But then fearlessness is at the core of this powerful new work from site specific group Common Wealth. The setting, this time, is a community centre gym in a south-eastern Edinburgh suburb, and the focus on a group of Muslim female boxers from Bradford.

Devised from interviews and with its local cast, its clear aim is to challenge the oppressed stereotype of Muslim women that dominates the media, just as its subjects do in their everyday life. Charged it is from the off, as we wander into the darkly-lit space, a ring at one end, punchbags at the other, to find ourselves amid the cut and thrust of a training session.

And when the script kicks in, the women demonstrate they have the fighting talk to match their punches and parries. With the spotlight passing from person to person, we hear how they face the judgement of parents, school peers, and their religious community for their sporting passion.

But the tone, broadly, is triumphant, not troubled: that’s encapsulated by a striking early group sequence, where they stand in a line in the ring, goading those who would judge them, while arming themselves for battle with helmets and hand-wraps.

Indeed, as the play progresses, it begins to operate on an increasingly abstract plane, a celebration of the human will that transcends religion and gender.

Words play second fiddle to a clattering, martial electronic soundtrack, hallucinatory lighting and some bracing choreography - notably a euphoric routine which segues from pugilistic moves into rave-style dancing and speaks of the relationship between physical discipline and mental liberation.

It’s powerful stuff, made more so by our freedom to wander around – and right up close to - the action.
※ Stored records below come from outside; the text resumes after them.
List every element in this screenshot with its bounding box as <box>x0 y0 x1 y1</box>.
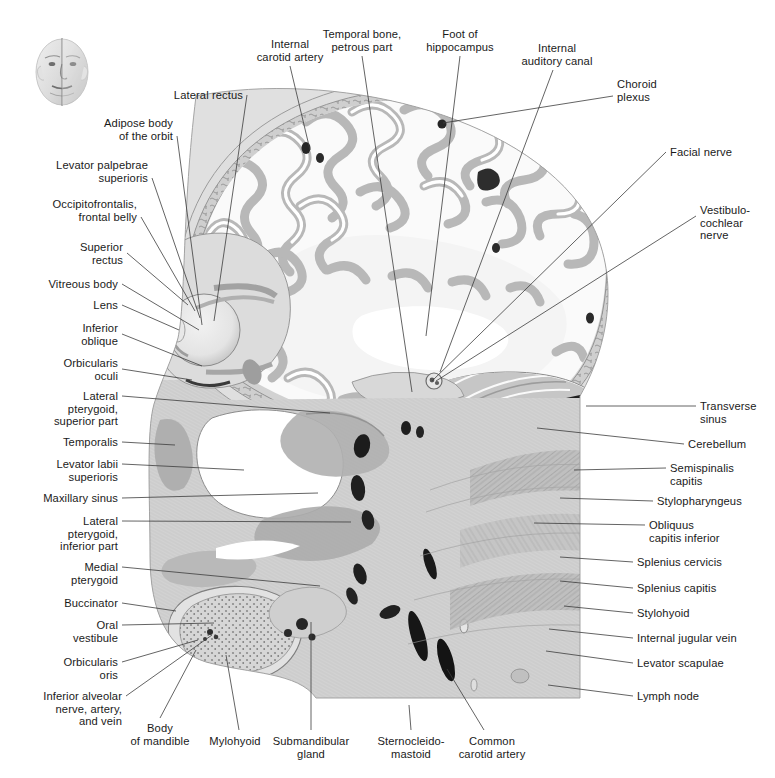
label-vitreous-body: Vitreous body <box>48 278 118 291</box>
label-orbicularis-oris: Orbicularis oris <box>63 656 118 681</box>
label-lateral-pterygoid-inferior-part: Lateral pterygoid, inferior part <box>60 515 118 553</box>
label-choroid-plexus: Choroid plexus <box>617 78 657 103</box>
label-common-carotid-artery: Common carotid artery <box>459 735 526 760</box>
label-splenius-capitis: Splenius capitis <box>637 582 716 595</box>
anatomy-figure-page: Internal carotid arteryTemporal bone, pe… <box>0 0 775 778</box>
label-inferior-oblique: Inferior oblique <box>81 322 118 347</box>
label-internal-auditory-canal: Internal auditory canal <box>521 42 592 67</box>
label-submandibular-gland: Submandibular gland <box>273 735 350 760</box>
label-levator-scapulae: Levator scapulae <box>637 657 724 670</box>
label-transverse-sinus: Transverse sinus <box>700 400 757 425</box>
lymph-node-structure <box>511 669 529 683</box>
label-mylohyoid: Mylohyoid <box>209 735 260 748</box>
label-medial-pterygoid: Medial pterygoid <box>71 561 118 586</box>
label-vestibulocochlear-nerve: Vestibulo- cochlear nerve <box>700 204 750 242</box>
label-lateral-rectus: Lateral rectus <box>174 89 243 102</box>
head-orientation-thumbnail <box>36 38 88 106</box>
label-stylopharyngeus: Stylopharyngeus <box>657 495 742 508</box>
label-levator-labii-superioris: Levator labii superioris <box>56 458 118 483</box>
label-semispinalis-capitis: Semispinalis capitis <box>670 462 734 487</box>
label-oral-vestibule: Oral vestibule <box>73 619 118 644</box>
label-obliquus-capitis-inferior: Obliquus capitis inferior <box>649 519 720 544</box>
label-adipose-body-of-the-orbit: Adipose body of the orbit <box>104 117 173 142</box>
label-superior-rectus: Superior rectus <box>80 241 123 266</box>
label-inferior-alveolar-nerve-artery-and-vein: Inferior alveolar nerve, artery, and vei… <box>43 690 122 728</box>
label-internal-carotid-artery: Internal carotid artery <box>257 38 324 63</box>
label-temporal-bone-petrous-part: Temporal bone, petrous part <box>323 28 402 53</box>
label-stylohyoid: Stylohyoid <box>637 607 690 620</box>
label-lens: Lens <box>93 299 118 312</box>
label-body-of-mandible: Body of mandible <box>131 722 190 747</box>
label-lateral-pterygoid-superior-part: Lateral pterygoid, superior part <box>54 390 118 428</box>
label-cerebellum: Cerebellum <box>688 438 746 451</box>
label-lymph-node: Lymph node <box>637 690 699 703</box>
label-internal-jugular-vein: Internal jugular vein <box>637 632 737 645</box>
label-maxillary-sinus: Maxillary sinus <box>43 492 118 505</box>
label-orbicularis-oculi: Orbicularis oculi <box>63 357 118 382</box>
label-levator-palpebrae-superioris: Levator palpebrae superioris <box>56 159 148 184</box>
label-temporalis: Temporalis <box>63 436 118 449</box>
label-facial-nerve: Facial nerve <box>670 146 732 159</box>
label-foot-of-hippocampus: Foot of hippocampus <box>426 28 494 53</box>
label-sternocleidomastoid: Sternocleido- mastoid <box>377 735 444 760</box>
label-buccinator: Buccinator <box>64 597 118 610</box>
label-occipitofrontalis-frontal-belly: Occipitofrontalis, frontal belly <box>53 198 138 223</box>
label-splenius-cervicis: Splenius cervicis <box>637 556 722 569</box>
If it falls down anywhere, it’s in the lack of characterisation. None of the quintet are given names, nor are they delineated as individuals, which feels like an oversight for a piece in the business of countering generalisations.

And a climactic, faintly Eye of the Tiger-ish voiceover is a bit platitudinous. But these are minor flaws in a genuinely life-affirming show that - who knows - might just tempt a few punters to try on some gloves themselves.